The Getty family fortune was built not only in oil fields from Oklahoma to Saudi Arabia but also in factories that built everything from aircraft to mobile homes, and in the boardrooms of Wall Street, where the family profited from one of the fiercest takeover battles in corporate history.
Forbes puts the family fortune at $5 billion, which makes it America's 54th richest family. Its richest member today is philanthropist Gordon Getty, 81, worth an estimated $2.1 billion. His son Andrew was discovered dead Tuesday in his Los Angeles home.
Gordon Getty was the son of the family's most famous member, J. Paul Getty, who had followed his father into the oil business.
Reports say that J. Paul Getty's first successful oil well in Oklahoma in 1916 made him a millionaire, and he moved to Los Angeles to live the life of a wealthy playboy. He eventually had five different wives and a private art collection that became the basis for the museum that bears his name.
J. Paul Getty took the reins of Getty Oil along with many other businesses that went with it when his father died in 1930. One of the most successful side businesses was Spartan Aircraft, which made an early version of executive aircraft in the 1930s, and aircraft parts during World War II. It shifted to making mobile homes after the war.
Related: Andrew Getty, grandson of J. Paul Getty, dies at 47
But it was still oil that produced most of the Getty fortune. J. Paul Getty became a billionaire after negotiating a series of oil leases with Saudi Arabia and Kuwait starting in 1949. He soon was being widely reported as the richest man alive.
J. Paul Getty died in 1976 and left an estimated $700 million to the Getty Museum, which at the time was the largest gift ever to the arts. Gordon Getty was left in charge of Getty Oil, but within a few years he started to battle with the company's board over the best way to increase the company's share value.
It sparked a fierce takeover fight for the company between Pennzoil and Texaco. Texaco bought the company for $10.1 billion in 1984.
The fight sent the price of Getty stock from $50 a share to $125 a share. The Getty family, which owned 40% of the stock, profited enormously from the boardroom battle.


DIRECTIONS FOR THIS TASK — Give back the full set of entries exactly, keeping each line intact.

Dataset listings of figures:
───
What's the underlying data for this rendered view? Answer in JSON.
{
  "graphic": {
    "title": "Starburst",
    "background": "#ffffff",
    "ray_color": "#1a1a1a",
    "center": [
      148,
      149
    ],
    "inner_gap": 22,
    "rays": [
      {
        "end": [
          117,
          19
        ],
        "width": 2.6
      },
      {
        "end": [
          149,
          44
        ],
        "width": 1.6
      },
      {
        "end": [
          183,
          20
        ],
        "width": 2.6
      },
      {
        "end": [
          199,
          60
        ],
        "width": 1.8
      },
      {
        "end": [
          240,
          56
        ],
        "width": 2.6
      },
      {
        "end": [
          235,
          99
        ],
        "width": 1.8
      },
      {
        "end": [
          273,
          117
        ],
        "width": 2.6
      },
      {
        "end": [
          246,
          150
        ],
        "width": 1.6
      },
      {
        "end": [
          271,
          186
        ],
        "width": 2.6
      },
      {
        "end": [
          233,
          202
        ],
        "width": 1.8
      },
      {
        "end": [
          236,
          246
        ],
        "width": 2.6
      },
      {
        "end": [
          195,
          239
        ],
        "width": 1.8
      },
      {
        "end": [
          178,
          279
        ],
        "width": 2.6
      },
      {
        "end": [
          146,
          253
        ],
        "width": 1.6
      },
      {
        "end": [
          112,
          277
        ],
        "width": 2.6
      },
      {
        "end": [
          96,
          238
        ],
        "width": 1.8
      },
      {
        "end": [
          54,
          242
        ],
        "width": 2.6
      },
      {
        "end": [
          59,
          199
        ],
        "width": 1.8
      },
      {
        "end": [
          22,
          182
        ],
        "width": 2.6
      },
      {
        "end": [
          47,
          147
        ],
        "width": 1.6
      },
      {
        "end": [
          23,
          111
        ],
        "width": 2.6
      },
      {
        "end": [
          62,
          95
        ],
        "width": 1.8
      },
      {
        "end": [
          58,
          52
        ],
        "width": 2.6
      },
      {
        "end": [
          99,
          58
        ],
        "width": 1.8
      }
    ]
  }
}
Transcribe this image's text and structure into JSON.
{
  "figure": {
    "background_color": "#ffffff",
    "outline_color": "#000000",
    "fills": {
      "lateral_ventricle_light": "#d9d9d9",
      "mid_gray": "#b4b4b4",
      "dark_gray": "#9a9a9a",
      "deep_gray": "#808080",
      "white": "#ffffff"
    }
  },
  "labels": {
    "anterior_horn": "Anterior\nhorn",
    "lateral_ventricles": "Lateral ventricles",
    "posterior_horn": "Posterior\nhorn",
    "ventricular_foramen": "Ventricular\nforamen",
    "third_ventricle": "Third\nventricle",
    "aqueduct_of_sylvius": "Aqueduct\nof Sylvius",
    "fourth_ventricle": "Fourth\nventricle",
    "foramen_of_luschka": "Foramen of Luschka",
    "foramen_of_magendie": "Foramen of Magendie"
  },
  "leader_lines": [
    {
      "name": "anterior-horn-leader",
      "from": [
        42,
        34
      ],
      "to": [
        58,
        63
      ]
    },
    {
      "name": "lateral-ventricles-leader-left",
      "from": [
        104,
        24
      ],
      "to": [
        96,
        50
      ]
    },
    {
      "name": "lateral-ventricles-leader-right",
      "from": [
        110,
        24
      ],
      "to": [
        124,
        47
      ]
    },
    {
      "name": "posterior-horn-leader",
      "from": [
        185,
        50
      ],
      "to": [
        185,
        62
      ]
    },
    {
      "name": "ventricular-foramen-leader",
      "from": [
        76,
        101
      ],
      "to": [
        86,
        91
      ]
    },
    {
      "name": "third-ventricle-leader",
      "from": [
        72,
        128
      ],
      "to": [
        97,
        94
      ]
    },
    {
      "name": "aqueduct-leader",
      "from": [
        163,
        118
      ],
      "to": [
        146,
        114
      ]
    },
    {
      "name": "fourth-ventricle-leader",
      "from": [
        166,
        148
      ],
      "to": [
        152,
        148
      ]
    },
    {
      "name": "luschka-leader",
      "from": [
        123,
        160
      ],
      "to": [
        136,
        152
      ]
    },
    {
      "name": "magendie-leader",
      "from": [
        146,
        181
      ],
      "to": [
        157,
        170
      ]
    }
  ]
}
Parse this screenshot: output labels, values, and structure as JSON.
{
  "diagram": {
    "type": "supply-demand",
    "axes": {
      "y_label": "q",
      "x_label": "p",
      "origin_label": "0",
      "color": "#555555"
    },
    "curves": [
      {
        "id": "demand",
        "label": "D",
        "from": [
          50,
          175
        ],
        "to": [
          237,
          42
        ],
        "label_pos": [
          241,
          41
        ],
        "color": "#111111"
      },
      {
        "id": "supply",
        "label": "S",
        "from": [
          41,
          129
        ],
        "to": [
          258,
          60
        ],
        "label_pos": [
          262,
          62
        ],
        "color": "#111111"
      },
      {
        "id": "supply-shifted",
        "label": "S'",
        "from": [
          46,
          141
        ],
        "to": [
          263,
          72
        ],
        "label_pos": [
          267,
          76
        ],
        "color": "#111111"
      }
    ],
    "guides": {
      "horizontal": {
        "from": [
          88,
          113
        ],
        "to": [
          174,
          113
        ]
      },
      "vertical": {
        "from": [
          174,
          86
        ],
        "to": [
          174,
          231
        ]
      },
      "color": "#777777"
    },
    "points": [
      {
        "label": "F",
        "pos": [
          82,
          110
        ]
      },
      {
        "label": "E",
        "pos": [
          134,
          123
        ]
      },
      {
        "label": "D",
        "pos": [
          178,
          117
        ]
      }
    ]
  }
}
───
YOUR RESPONSE —
What's the underlying data for this rendered view? Answer in JSON.
{
  "graphic": {
    "title": "Starburst",
    "background": "#ffffff",
    "ray_color": "#1a1a1a",
    "center": [
      148,
      149
    ],
    "inner_gap": 22,
    "rays": [
      {
        "end": [
          117,
          19
        ],
        "width": 2.6
      },
      {
        "end": [
          149,
          44
        ],
        "width": 1.6
      },
      {
        "end": [
          183,
          20
        ],
        "width": 2.6
      },
      {
        "end": [
          199,
          60
        ],
        "width": 1.8
      },
      {
        "end": [
          240,
          56
        ],
        "width": 2.6
      },
      {
        "end": [
          235,
          99
        ],
        "width": 1.8
      },
      {
        "end": [
          273,
          117
        ],
        "width": 2.6
      },
      {
        "end": [
          246,
          150
        ],
        "width": 1.6
      },
      {
        "end": [
          271,
          186
        ],
        "width": 2.6
      },
      {
        "end": [
          233,
          202
        ],
        "width": 1.8
      },
      {
        "end": [
          236,
          246
        ],
        "width": 2.6
      },
      {
        "end": [
          195,
          239
        ],
        "width": 1.8
      },
      {
        "end": [
          178,
          279
        ],
        "width": 2.6
      },
      {
        "end": [
          146,
          253
        ],
        "width": 1.6
      },
      {
        "end": [
          112,
          277
        ],
        "width": 2.6
      },
      {
        "end": [
          96,
          238
        ],
        "width": 1.8
      },
      {
        "end": [
          54,
          242
        ],
        "width": 2.6
      },
      {
        "end": [
          59,
          199
        ],
        "width": 1.8
      },
      {
        "end": [
          22,
          182
        ],
        "width": 2.6
      },
      {
        "end": [
          47,
          147
        ],
        "width": 1.6
      },
      {
        "end": [
          23,
          111
        ],
        "width": 2.6
      },
      {
        "end": [
          62,
          95
        ],
        "width": 1.8
      },
      {
        "end": [
          58,
          52
        ],
        "width": 2.6
      },
      {
        "end": [
          99,
          58
        ],
        "width": 1.8
      }
    ]
  }
}
Transcribe this image's text and structure into JSON.
{
  "figure": {
    "background_color": "#ffffff",
    "outline_color": "#000000",
    "fills": {
      "lateral_ventricle_light": "#d9d9d9",
      "mid_gray": "#b4b4b4",
      "dark_gray": "#9a9a9a",
      "deep_gray": "#808080",
      "white": "#ffffff"
    }
  },
  "labels": {
    "anterior_horn": "Anterior\nhorn",
    "lateral_ventricles": "Lateral ventricles",
    "posterior_horn": "Posterior\nhorn",
    "ventricular_foramen": "Ventricular\nforamen",
    "third_ventricle": "Third\nventricle",
    "aqueduct_of_sylvius": "Aqueduct\nof Sylvius",
    "fourth_ventricle": "Fourth\nventricle",
    "foramen_of_luschka": "Foramen of Luschka",
    "foramen_of_magendie": "Foramen of Magendie"
  },
  "leader_lines": [
    {
      "name": "anterior-horn-leader",
      "from": [
        42,
        34
      ],
      "to": [
        58,
        63
      ]
    },
    {
      "name": "lateral-ventricles-leader-left",
      "from": [
        104,
        24
      ],
      "to": [
        96,
        50
      ]
    },
    {
      "name": "lateral-ventricles-leader-right",
      "from": [
        110,
        24
      ],
      "to": [
        124,
        47
      ]
    },
    {
      "name": "posterior-horn-leader",
      "from": [
        185,
        50
      ],
      "to": [
        185,
        62
      ]
    },
    {
      "name": "ventricular-foramen-leader",
      "from": [
        76,
        101
      ],
      "to": [
        86,
        91
      ]
    },
    {
      "name": "third-ventricle-leader",
      "from": [
        72,
        128
      ],
      "to": [
        97,
        94
      ]
    },
    {
      "name": "aqueduct-leader",
      "from": [
        163,
        118
      ],
      "to": [
        146,
        114
      ]
    },
    {
      "name": "fourth-ventricle-leader",
      "from": [
        166,
        148
      ],
      "to": [
        152,
        148
      ]
    },
    {
      "name": "luschka-leader",
      "from": [
        123,
        160
      ],
      "to": [
        136,
        152
      ]
    },
    {
      "name": "magendie-leader",
      "from": [
        146,
        181
      ],
      "to": [
        157,
        170
      ]
    }
  ]
}
Parse this screenshot: output labels, values, and structure as JSON.
{
  "diagram": {
    "type": "supply-demand",
    "axes": {
      "y_label": "q",
      "x_label": "p",
      "origin_label": "0",
      "color": "#555555"
    },
    "curves": [
      {
        "id": "demand",
        "label": "D",
        "from": [
          50,
          175
        ],
        "to": [
          237,
          42
        ],
        "label_pos": [
          241,
          41
        ],
        "color": "#111111"
      },
      {
        "id": "supply",
        "label": "S",
        "from": [
          41,
          129
        ],
        "to": [
          258,
          60
        ],
        "label_pos": [
          262,
          62
        ],
        "color": "#111111"
      },
      {
        "id": "supply-shifted",
        "label": "S'",
        "from": [
          46,
          141
        ],
        "to": [
          263,
          72
        ],
        "label_pos": [
          267,
          76
        ],
        "color": "#111111"
      }
    ],
    "guides": {
      "horizontal": {
        "from": [
          88,
          113
        ],
        "to": [
          174,
          113
        ]
      },
      "vertical": {
        "from": [
          174,
          86
        ],
        "to": [
          174,
          231
        ]
      },
      "color": "#777777"
    },
    "points": [
      {
        "label": "F",
        "pos": [
          82,
          110
        ]
      },
      {
        "label": "E",
        "pos": [
          134,
          123
        ]
      },
      {
        "label": "D",
        "pos": [
          178,
          117
        ]
      }
    ]
  }
}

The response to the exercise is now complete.